Word Order in English-Japanese Simultaneous Interpretation: Analyses and Evaluation using Chunk-wise Monotonic Translation
- URL: http://arxiv.org/abs/2406.08940v2
- Date: Mon, 15 Jul 2024 10:42:02 GMT
- Title: Word Order in English-Japanese Simultaneous Interpretation: Analyses and Evaluation using Chunk-wise Monotonic Translation
- Authors: Kosuke Doi, Yuka Ko, Mana Makinae, Katsuhito Sudoh, Satoshi Nakamura,
- Abstract summary: This paper analyzes the features of monotonic translations, which follow the word order of the source language, in simultaneous interpreting (SI)
We analyzed the characteristics of chunk-wise monotonic translation (CMT) sentences using the NAIST English-to-Japanese Chunk-wise Monotonic Translation Evaluation dataset.
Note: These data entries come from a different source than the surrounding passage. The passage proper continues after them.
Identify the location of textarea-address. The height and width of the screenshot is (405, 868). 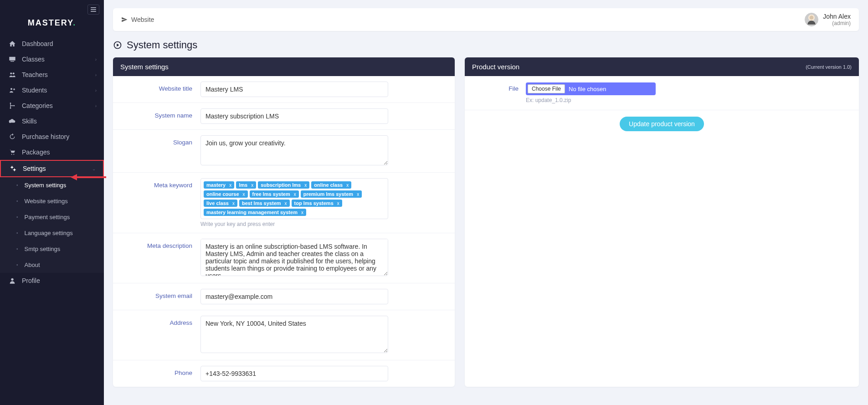
(294, 334).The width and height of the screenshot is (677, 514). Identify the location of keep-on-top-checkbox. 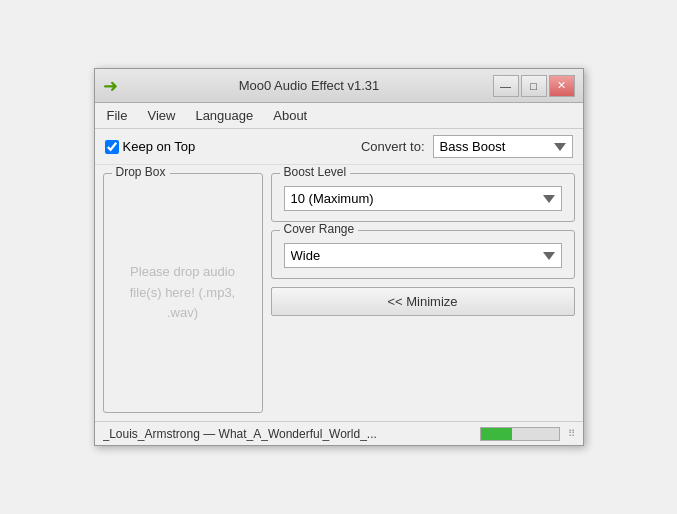
(112, 147).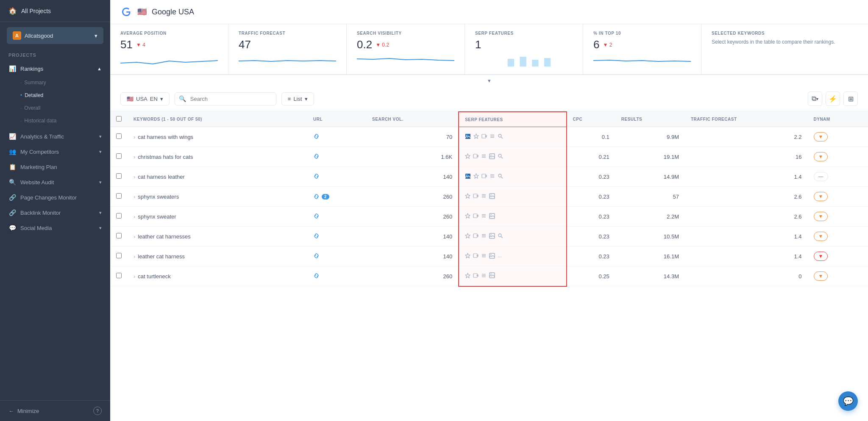 This screenshot has height=421, width=868. I want to click on select-all-checkbox, so click(119, 119).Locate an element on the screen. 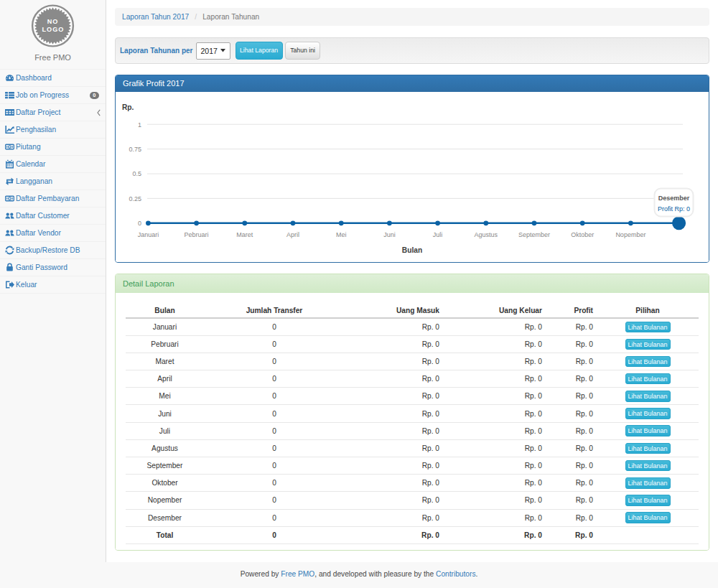 This screenshot has height=588, width=718. svg-text: 0.5 is located at coordinates (136, 174).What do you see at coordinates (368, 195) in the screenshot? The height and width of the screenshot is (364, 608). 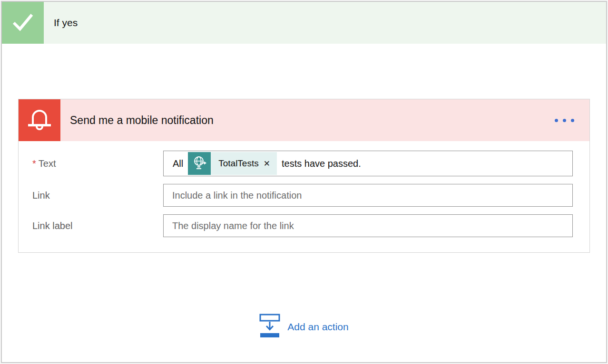 I see `link-field-input` at bounding box center [368, 195]. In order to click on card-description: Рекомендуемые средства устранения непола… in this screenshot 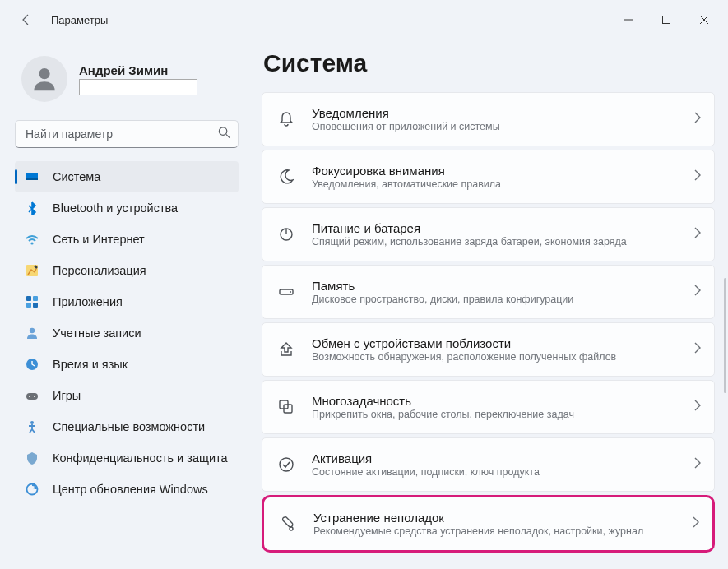, I will do `click(495, 531)`.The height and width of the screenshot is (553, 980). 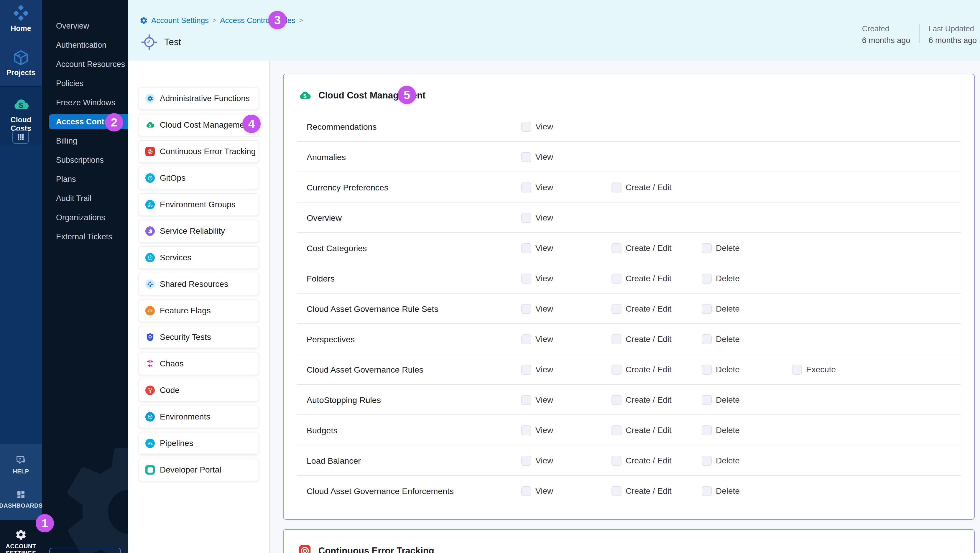 I want to click on module-card-chaos: Chaos, so click(x=199, y=364).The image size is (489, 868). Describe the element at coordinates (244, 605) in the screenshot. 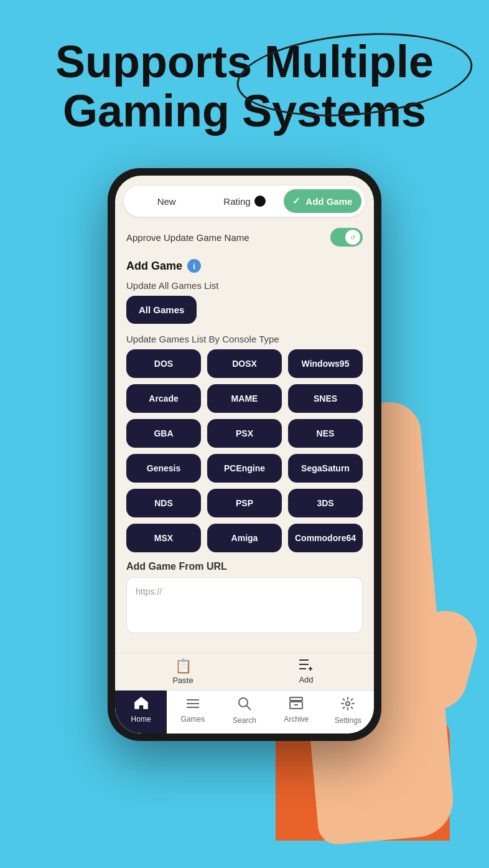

We further investigated the features of CMT sentences by evaluating the output from the existing speech translation (ST) and simultaneous speech translation (simulST) models on the NAIST English-to-Japanese Chunk-wise Monotonic Translation Evaluation dataset.
- Score: 13.713981533436135
- License: http://creativecommons.org/licenses/by/4.0/
- Abstract: This paper analyzes the features of monotonic translations, which follow the word order of the source language, in simultaneous interpreting (SI). Word order differences are one of the biggest challenges in SI, especially for language pairs with significant structural differences like English and Japanese. We analyzed the characteristics of chunk-wise monotonic translation (CMT) sentences using the NAIST English-to-Japanese Chunk-wise Monotonic Translation Evaluation Dataset and identified some grammatical structures that make monotonic translation difficult in English-Japanese SI. We further investigated the features of CMT sentences by evaluating the output from the existing speech translation (ST) and simultaneous speech translation (simulST) models on the NAIST English-to-Japanese Chunk-wise Monotonic Translation Evaluation Dataset as well as on existing test sets. The results indicate the possibility that the existing SI-based test set underestimates the model performance. The results also suggest that using CMT sentences as references gives higher scores to simulST models than ST models, and that using an offline-based test set to evaluate the simulST models underestimates the model performance.